Ms. Krafft was an artist, and wanted to come up with some sort of employment for the farmworkers' wives who lived on her land. She hired master weavers from Germany to teach her staff, and later built looms for making carpets. The business started to take off.

Soon, others followed her lead. By the time Anne Ramdohr's parents – Krafft's daughter and son-in-law – were running the weaving center, there were as many as 15 similar businesses in the area, all making rugs with the discarded wool of the Karakul.

The rugs were eye-catching and became the No. 1 purchase for tourists. Although the rugs originally had only natural colors, soon weavers started incorporating dyed wool to make bright geometric shapes and African scenes with lions and elands and thorn trees. It was art that seemed one with this vast, red dryness.

"They were so fashionable, the carpets," Ramdohr says. Most went overseas.

Isaak Gameb, a farmworker's son, started at Ibenstein in the 1970s. As a child, he would stop here during his five-mile walk home from school. Eventually Krafft's daughter, then running the center, gave him a job – first as a spinner, then as a weaver.

"My specialty is animals," Mr. Gameb says. "Now I make my own designs."

Today, Gameb sits at one of Ibenstein's massive looms, working with two other men to finish a carpet for a Windhoek business. He says he loves his work – but that a decade ago he had more company.

During the 1970s and '80s, Ibenstein employed as many as eight weavers and a few dozen other employees. Today, Gameb is one of only seven Ibenstein workers.

The downsizing happened in the 1990s, Ramdohr says, but the problem had started a decade earlier, when consumers in Europe and the United States started to reject fur. In 1980, he says, 3 million Karakul skins were exported from Namibia; four years later, that had dropped to 700,000. Today, fewer than 100,000 pelts leave the country. And although there seems to be increasing interest in the pelts again – mainly from Asia and Russia – the industry is a fraction of what it once was.

For weavers, that means their raw material is more expensive, and there's less of it. To Ibenstein, that spells cutbacks.

"I have to pay them decent wages," he says. "It's why the profit margin is so minimal."

Meanwhile, interior designers in the US started to turn their backs on big carpets – and with 80 percent of Ibenstein's wares headed abroad, this left a mark.

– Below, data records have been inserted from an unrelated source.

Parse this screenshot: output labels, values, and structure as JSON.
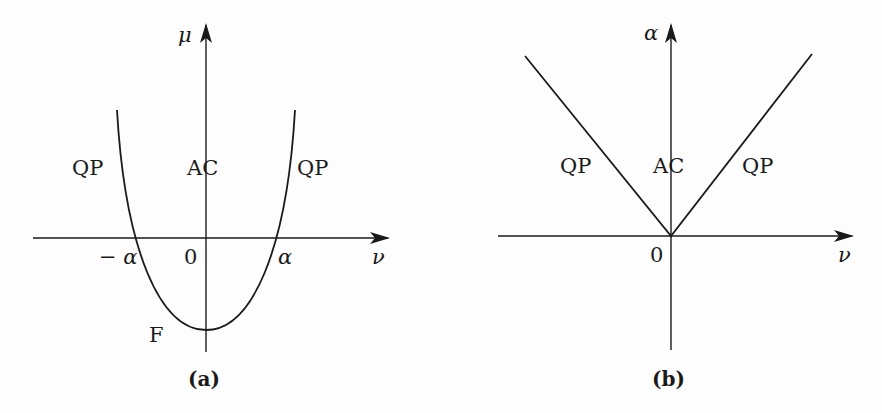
{
  "panels": [
    {
      "id": "a",
      "caption": "(a)",
      "y_axis_label": "μ",
      "x_axis_label": "ν",
      "curve": "parabola",
      "region_labels": {
        "left": "QP",
        "center": "AC",
        "right": "QP",
        "bottom": "F"
      },
      "tick_labels": {
        "neg": "− α",
        "origin": "0",
        "pos": "α"
      }
    },
    {
      "id": "b",
      "caption": "(b)",
      "y_axis_label": "α",
      "x_axis_label": "ν",
      "curve": "V-shape",
      "region_labels": {
        "left": "QP",
        "center": "AC",
        "right": "QP"
      },
      "tick_labels": {
        "origin": "0"
      }
    }
  ],
  "colors": {
    "ink": "#1a1a1a",
    "background": "#fdfdfd"
  }
}
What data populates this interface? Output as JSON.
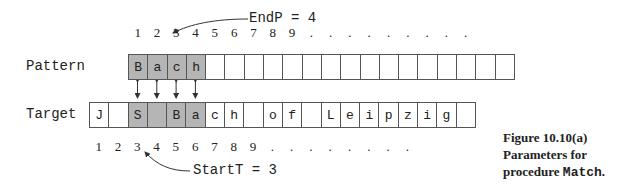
{
  "pattern": {
    "label": "Pattern",
    "cells": [
      "B",
      "a",
      "c",
      "h",
      "",
      "",
      "",
      "",
      "",
      "",
      "",
      "",
      "",
      "",
      "",
      "",
      "",
      "",
      "",
      ""
    ],
    "highlighted": [
      0,
      1,
      2,
      3
    ]
  },
  "target": {
    "label": "Target",
    "cells": [
      "J",
      "",
      "S",
      "",
      "B",
      "a",
      "c",
      "h",
      "",
      "o",
      "f",
      "",
      "L",
      "e",
      "i",
      "p",
      "z",
      "i",
      "g",
      ""
    ],
    "highlighted": [
      2,
      3,
      4,
      5
    ]
  },
  "top_indices": [
    "1",
    "2",
    "3",
    "4",
    "5",
    "6",
    "7",
    "8",
    "9",
    ".",
    ".",
    ".",
    ".",
    ".",
    ".",
    ".",
    ".",
    "."
  ],
  "bottom_indices": [
    "1",
    "2",
    "3",
    "4",
    "5",
    "6",
    "7",
    "8",
    "9",
    ".",
    ".",
    ".",
    ".",
    ".",
    ".",
    ".",
    "."
  ],
  "annotations": {
    "endp": "EndP  =  4",
    "startt": "StartT  =  3"
  },
  "caption": {
    "line1": "Figure 10.10(a)",
    "line2": "Parameters for",
    "line3_text": "procedure ",
    "line3_code": "Match",
    "line3_end": "."
  },
  "colors": {
    "highlight": "#b5b5b5",
    "border": "#555555",
    "text": "#222222"
  }
}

At the Namibia Craft Center in Windhoek, where the country's growing number of tourists shop for all sorts of local artwork, shopkeeper Paulina Shikongo says that Ibenstein rugs still sell well. But she said usually customers buy smaller, less expensive rugs.

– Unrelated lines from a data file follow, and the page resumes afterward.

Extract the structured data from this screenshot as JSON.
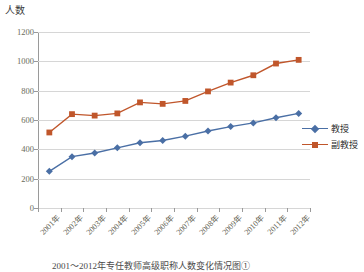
{
  "chart_data": {
    "type": "line",
    "title": "",
    "ylabel": "人数",
    "xlabel": "",
    "ylim": [
      0,
      1200
    ],
    "yticks": [
      0,
      200,
      400,
      600,
      800,
      1000,
      1200
    ],
    "grid": true,
    "legend_position": "right",
    "categories": [
      "2001年",
      "2002年",
      "2003年",
      "2004年",
      "2005年",
      "2006年",
      "2007年",
      "2008年",
      "2009年",
      "2010年",
      "2011年",
      "2012年"
    ],
    "series": [
      {
        "name": "教授",
        "color": "#4A6FA5",
        "marker": "diamond",
        "values": [
          250,
          350,
          375,
          410,
          445,
          460,
          490,
          525,
          555,
          580,
          615,
          645
        ]
      },
      {
        "name": "副教授",
        "color": "#C0562B",
        "marker": "square",
        "values": [
          515,
          640,
          630,
          645,
          720,
          710,
          730,
          795,
          855,
          905,
          985,
          1010
        ]
      }
    ]
  },
  "legend": {
    "items": [
      {
        "label": "教授"
      },
      {
        "label": "副教授"
      }
    ]
  },
  "caption": {
    "text": "2001～2012年专任教师高级职称人数变化情况图①"
  },
  "colors": {
    "series_professor": "#4A6FA5",
    "series_associate_professor": "#C0562B",
    "gridline": "#d6d6d6",
    "axis": "#9a9a9a"
  }
}
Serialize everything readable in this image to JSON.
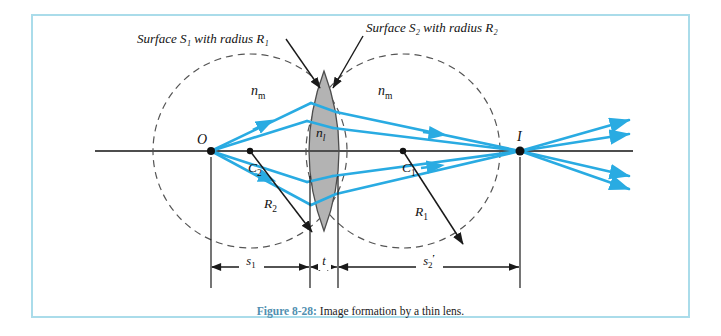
{
  "figure": {
    "caption_label": "Figure 8-28:",
    "caption_text": "Image formation by a thin lens.",
    "frame_color": "#aadcea",
    "ray_color": "#29abe2",
    "axis_color": "#4d4d4d",
    "lens_fill": "#b3b3b3",
    "dashed_color": "#555555"
  },
  "annotations": {
    "surface1": "Surface S₁ with radius R₁",
    "surface2": "Surface S₂ with radius R₂",
    "medium_left": "n",
    "medium_left_sub": "m",
    "medium_right": "n",
    "medium_right_sub": "m",
    "lens_index": "n",
    "lens_index_sub": "l"
  },
  "points": {
    "object": "O",
    "image": "I",
    "center1": "C",
    "center1_sub": "1",
    "center2": "C",
    "center2_sub": "2"
  },
  "radii": {
    "r1": "R",
    "r1_sub": "1",
    "r2": "R",
    "r2_sub": "2"
  },
  "dimensions": {
    "s1": "s",
    "s1_sub": "1",
    "thickness": "t",
    "s2prime": "s",
    "s2prime_sub": "2",
    "s2prime_mark": "′"
  }
}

The larger rugs "are very nice," she says, "but they are difficult to ship."

In Dordabis, the Ramdohrs are searching for new ways to appeal to foreign buyers. Without a change, they say, they worry that they might have to close their generations-old center. So this time, rather than furs, they are trying to tap into a new fashion fad: ethical clothing.

Anne Ramdohr says she is trying to incorporate silk from the empty cocoons of a local moth into her wares; a number of nongovernmental organizations have already dubbed "Kalahari silk" projects good for the environment and a way to promote sustainable development.

"We are competing with Asia now," she says, glancing at the decades-old looms. "We have to find a niche."